The Actuaries Institute’s CEO, Elayne Grace, was the next industry stakeholder to face questions.
“Is there a risk that the insurance industry could actually collapse if the climate crisis continues, especially without a dramatic reduction in emissions?” asked the chair.
“The insurance industry provides one-year policies,” said Grace. “In that sense, they are just being exposed, they can always walk away from the market.”
However, the CEO was concerned that this means it will fall on governments to deal with climate-driven disasters. Like Wallace, she said it was important for the government, insurers and the community to work together to reduce risk.
“What is the most dire scenario facing the insurance industry if emissions don’t come down and if governments don’t intervene?” asked Faruqi, this time to Kylie Macfarlane, chief operating officer of the Insurance Council of Australia (ICA).
“I’d say first that the insurance industry is very competitive and sustainable at this point in time,” said Macfarlane. “It is there to create a safety net for Australians to cope with the day-to-day calamities that happen.”
However, she said the insurance industry has paid out over AU$20 billion in extreme weather claims since Australia’s Black Summer bushfires of 2019-20.
Faruqi asked her question again.
“Is the very survival of the insurance industry under serious threat as well, given our greenhouse gas emissions strategy, unless things change?” she said.
This time Jonathan Barratt, CEO of the insurtech, CelsiusPro Australia, was answering. He said “indemnity style” insurance is facing issues.
“I think the parametric solutions should be encouraged because they offer an alternative risk transfer method,” said Barratt.
He said more reinsurers and insurers are getting involved in parametrics.
“Would you agree that there is a real risk that the insurance industry itself goes down?” asked Faruqi once more, this time to academics from Melbourne’s Monash University.

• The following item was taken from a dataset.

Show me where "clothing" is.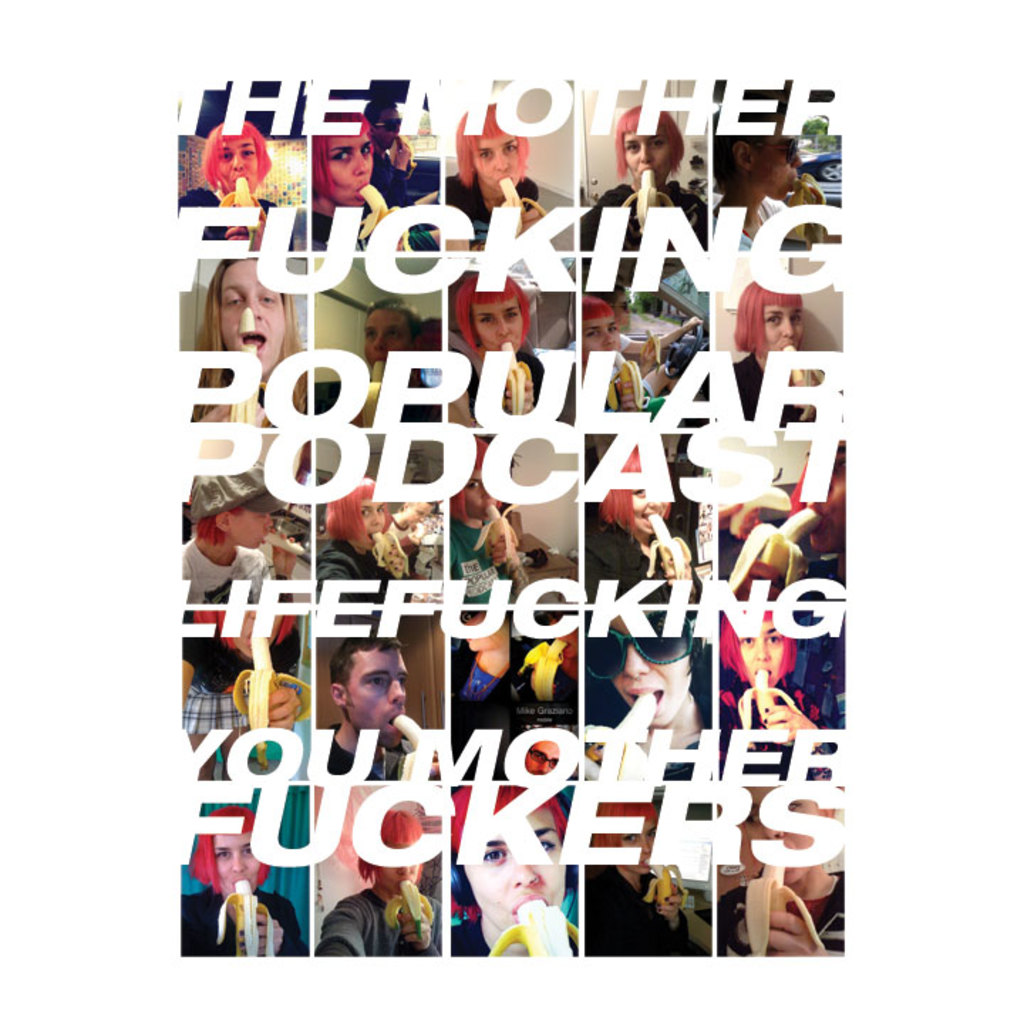
"clothing" is at x1=454, y1=523, x2=523, y2=580.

“I think that there’s obviously a lot of pressure on the system, on private insurers,” said Dr Antonia Settle. “As to whether they go down or not, whether insurers collapse, I think there’s probably a bit more nuance going on there.”

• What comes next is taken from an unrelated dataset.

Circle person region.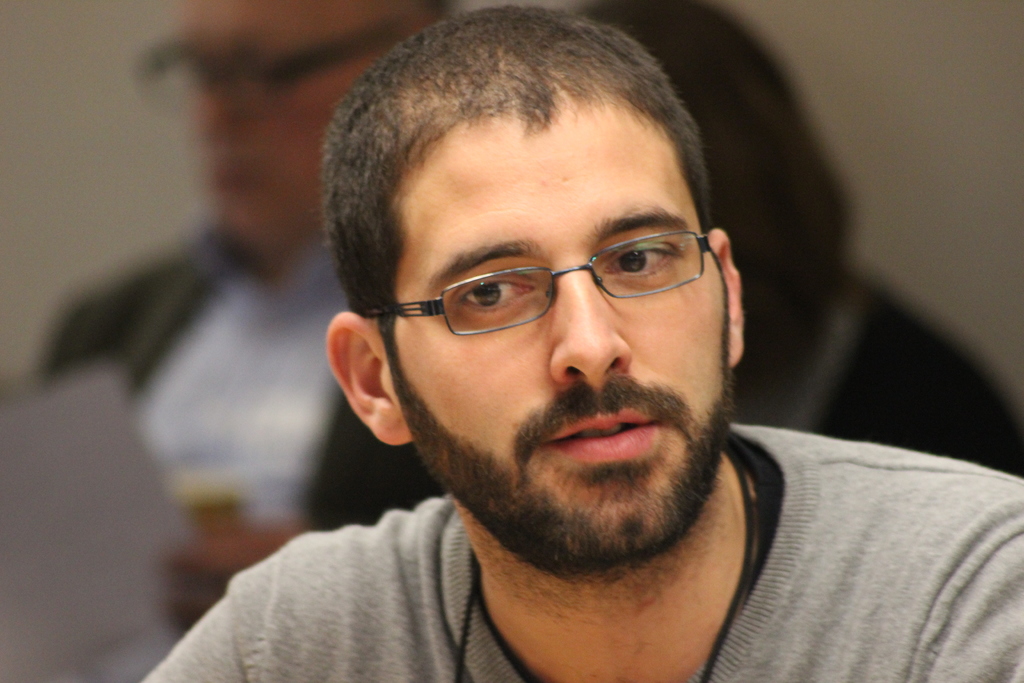
Region: [173,19,929,682].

Settle lectures on households and financial risks.
“I think the issue is more about their market shrinking and them relying ever more on state subsidies,” she said.
As well as considering the prospect of total industry collapse, the hearing also looked at the implications of what many see as the current situation of partial collapse.
California has seen insurers exit the home insurance market completely because of fire risks. Australia has similar coverage challenges for flood, fire and cyclone risks in a growing number of locations where insurance is unavailable or unaffordable.
Tyrone Shandiman, chair or the Australian Consumers Insurance Lobby (ACIL) and managing director or an insurance brokerage, said the “the market is failing” and called for more government intervention.
He was asked by Labor Party Senator Tony Sheldon – the inquiry’s deputy chair – to highlight why he sees the insurance sector as failing?
“I spoke to a pensioner up in Townsville who had to sell her unit because she was being charged $16,000, or 40%, of her pension for insurance,” said Shandiman. “How is that not market failure?”
He said ACIL has data that shows some consumers are paying up to 20 times as much for insurance as others. Many people in high risk areas, said Shandiman, are now choosing not to take out insurance against these perils and then need government help.
Karl Mallon said this growing problem is probably creating “climate ghettos” in the developed world.
Mallon is Sydney-based CEO of The Climate Risk Group.
“In the most extreme situations, we’ll need to see property buybacks, which means properties need to be taken off market,” he said. “They’re not safe and they’re not financially viable, and property rights need to be withdrawn and reallocated to safer places.”
He referred to New Zealand where property buybacks have been adopted after some serious flood events.